While not Catholic, Lewis has found NETWORK to be a tremendous resource, even welcoming her and a group of students to the NETWORK offices to meet with staff, learn about the Earned Income Tax Credit, and prepare for a lobby visit to Senator Bob Casey’s office.

“It was a great experience overall,” says Lewis. “We could not have a better visit than the one we did at NETWORK. It was just so helpful to me and the students.”

Roads to Racial Justice

One of the students to participate in the visit to NETWORK was Michelle Scully, who graduated from Mercyhurst in 2016 and, after participating in Notre Dame’s Echo Graduate Service Program, decided to integrate her social work degree into ministry. She recently completed her fourth year as Mercyhurst campus minister.

“It adds another dimension to the work, of doing the work in different ways and supporting people in personal ways, as well as on the advocacy level,” says Scully.
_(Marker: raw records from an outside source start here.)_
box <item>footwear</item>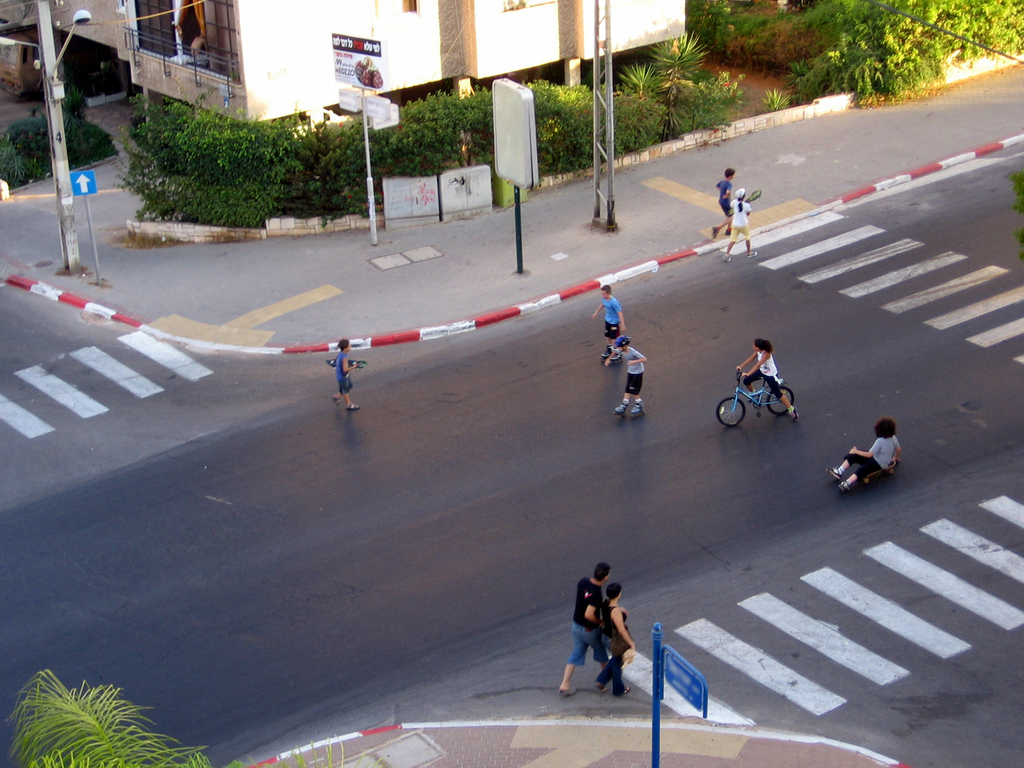
{"left": 750, "top": 396, "right": 755, "bottom": 402}
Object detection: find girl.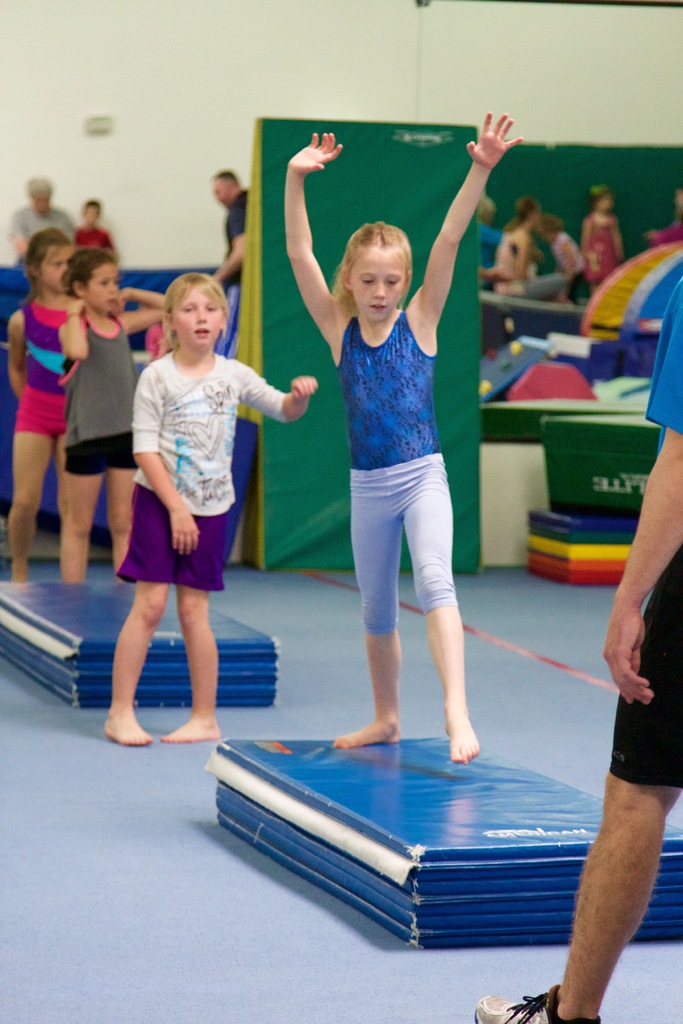
{"x1": 283, "y1": 104, "x2": 524, "y2": 759}.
Janiece Withers, a Black woman in a Black Lives Matter t shirt speaks at a campus racial justice event.For the last four years, a standout student has been Janiece Withers, a young Black woman who graduated in 2022 with Mercyhurst’s highest student honor, the Carpe Diem Award.
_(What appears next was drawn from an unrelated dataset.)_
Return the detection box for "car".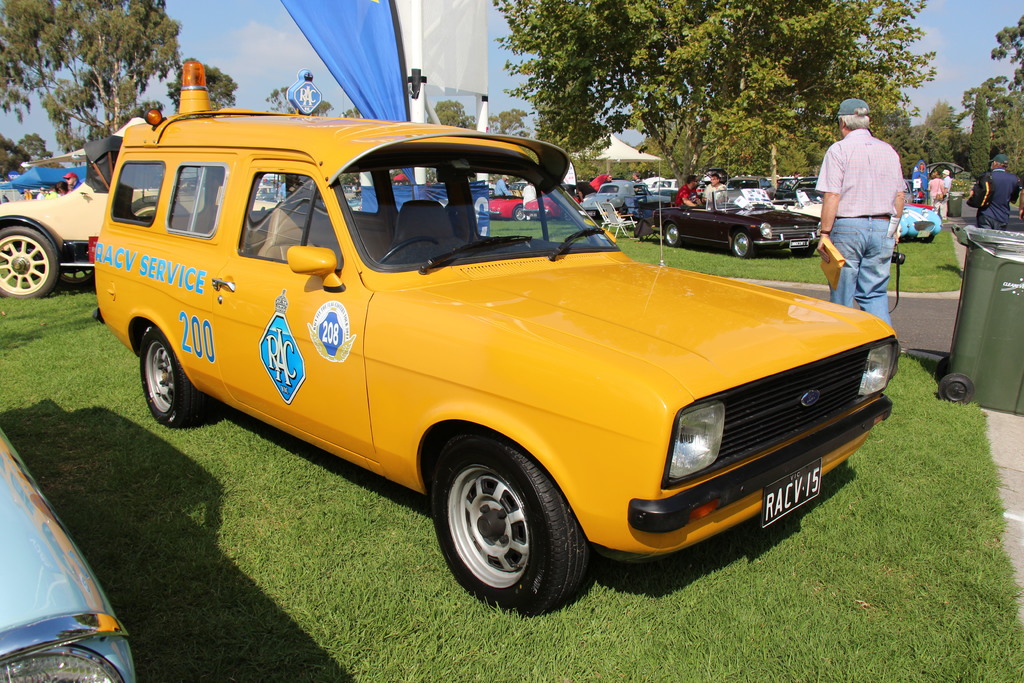
(left=772, top=176, right=822, bottom=202).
“She is one of the most hopeful people that I know,” says Scully. “She’s become a great community organizer.”

The turning point for Withers was when she faced returning to campus in the wake of George Floyd’s murder and the Black Lives Matter protests of 2020.

“I was terrified,” says Withers, at the prospect of finding out what close friends thought of the events of that summer.
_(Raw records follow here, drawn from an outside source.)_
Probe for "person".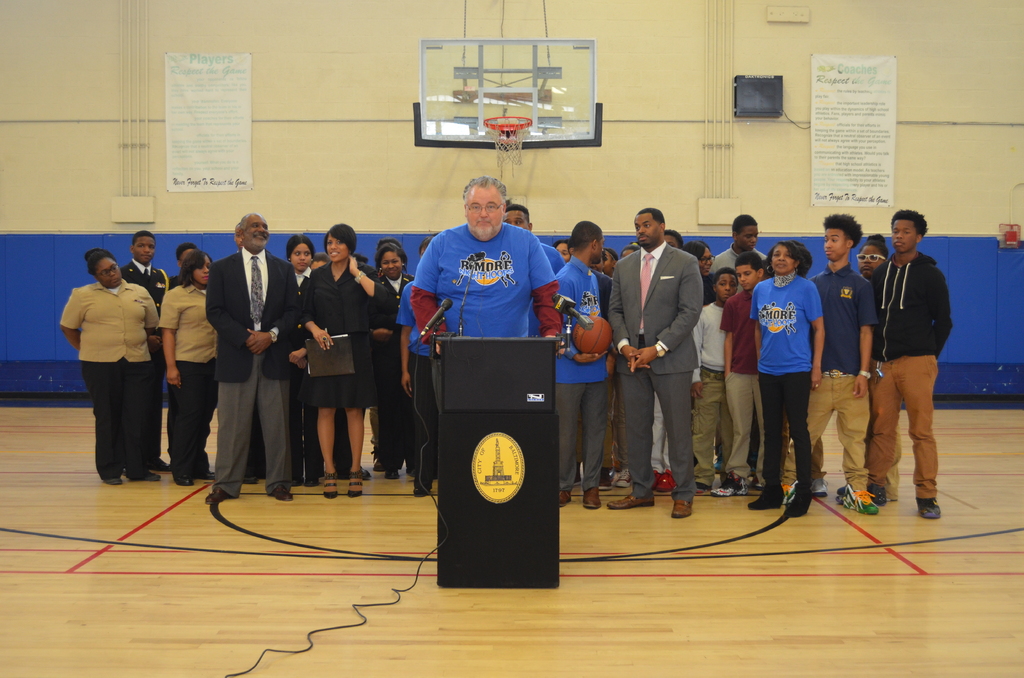
Probe result: crop(710, 252, 765, 497).
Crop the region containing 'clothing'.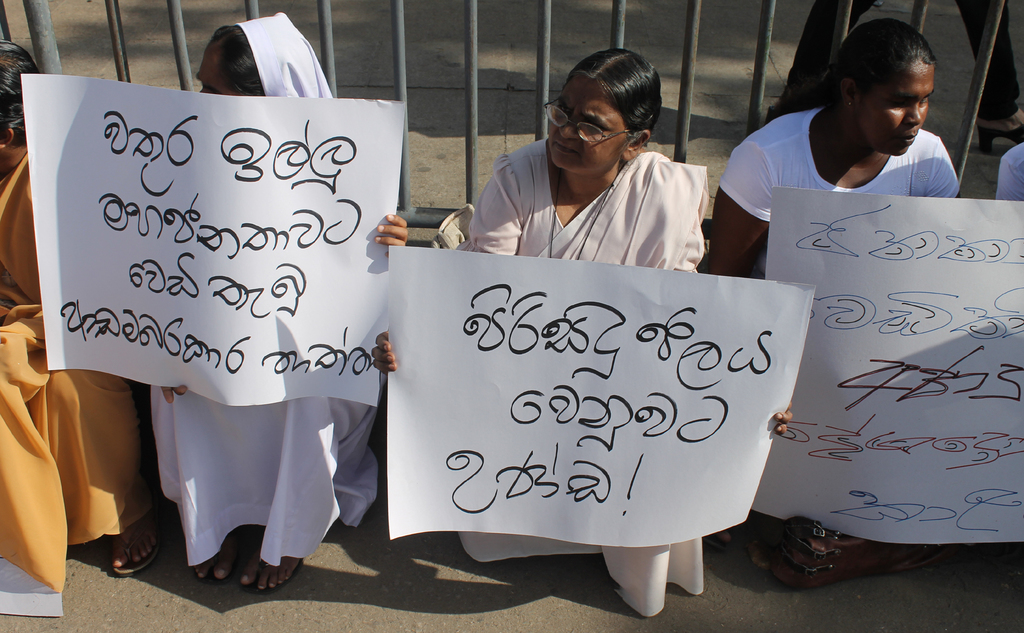
Crop region: crop(767, 0, 1018, 122).
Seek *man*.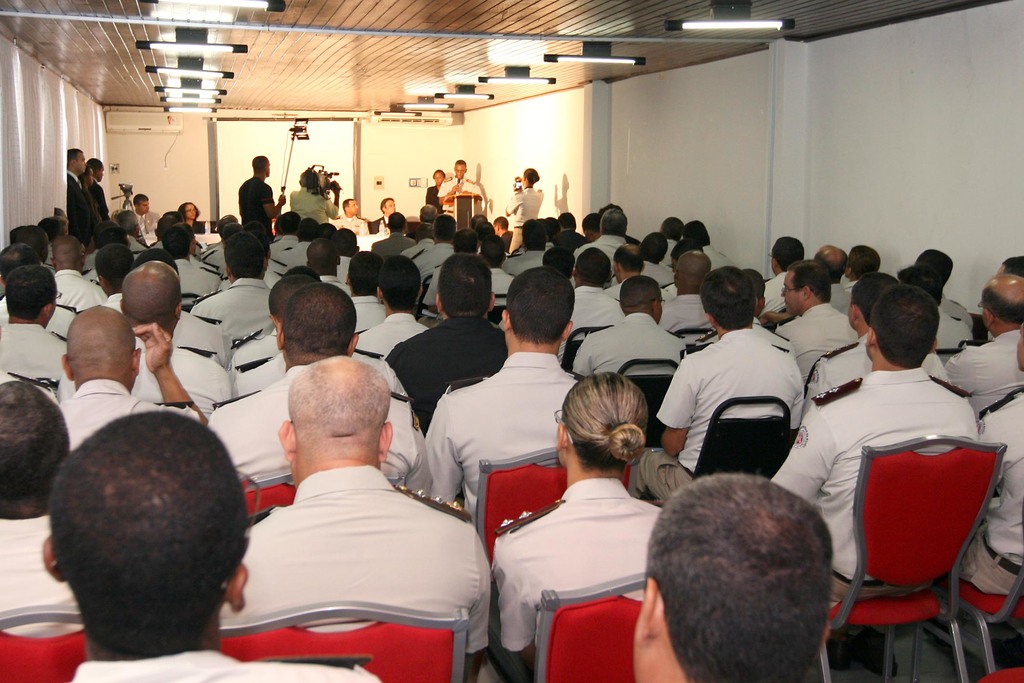
[left=948, top=272, right=1023, bottom=407].
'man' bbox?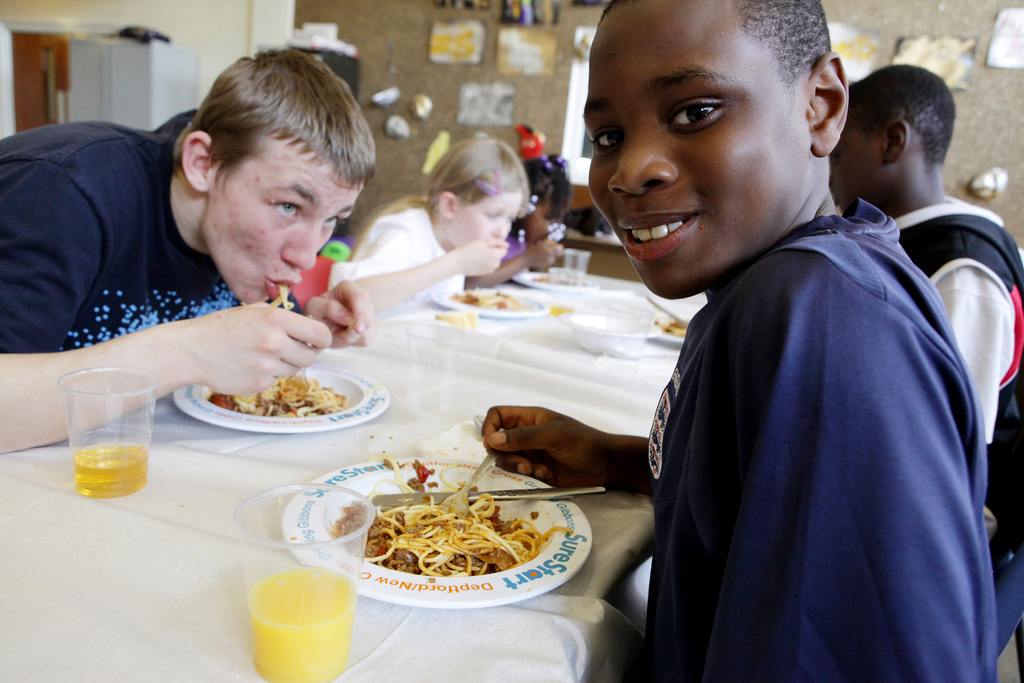
locate(478, 0, 999, 682)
“If you honestly believe that there’s nothing wrong with the number of Black people who have died,” she says, “I can’t be in the same area as you and trust you, because my life may be in danger.”

Withers found herself speaking up in many different spaces, helping people to see the urgency in being anti-racist. The Erie NETWORK Advocates Team, who have worked on immigration
and climate issues, have also seen their work increasingly move into dismantling systemic racism.

Part of this involved NETWORK’s workshop on the Racial Wealth and Income Gap, which breaks down the many factors contributing to socioeconomic disparity between Black and white  people in the U.S.

Help NETWORK continue offering the Racial Wealth and Income Gap and other educational workshops.

“Most of our team participated in a workshop, and we were just amazed,” says Knight, who notes that members of the Erie team have lead the workshop locally several times.

“We’ve decided to focus on the racial justice piece,” she says. “The community is speaking the words of being concerned. … The diocese is talking about wanting to do things. … It feels like a moment.”

Whether that moments takes hold, Mary Bauer is hopeful, as she leaves Erie following graduation to intern as a social worker with a police department near her native Pittsburgh, her focus on civil rights concerns..

“I definitely think change will happen in Erie. I just don’t think it will be super-fast,” she says. “It’s going to happen, because the Erie community is willing. It’s just going to take some time and a lot of effort.”

“Everyone in the community follows the Sisters of Mercy in their values,” Withers says, noting that one one of those is anti-racism. “They just needed someone to lay it all out in front of them.”

Don Clemmer is NETWORK’s Content and Editorial Manager.

 This article originally appeared in the Third Quarter 2022 issue of Connection, NETWORK’s quarterly magazine – A Time to Build. Read the entire issue here.

Tell Congress to Close the Medicare Coverage Gap and Protect Black Mothers and Babies and essential workers

Email Congress to Close the Medicare Coverage Gap and Save Lives

TELL CONGRESS: CLOSE THE MEDICAID COVERAGE GAP

Healthcare is a human rightOver 2 million low-income adults living near the poverty line in 12 states don’t have health insurance. They earn less than $12,880 per year – too much to qualify for traditional Medicaid, but not enough for Affordable Care Act subsidies. Congress needs to finish the ACA and close the Medicaid Coverage gap in budget reconciliation so that people with limited financial resources can live healthier lives.

 

Email Congress and let them know: budget reconciliation must close the Medicaid coverage gap.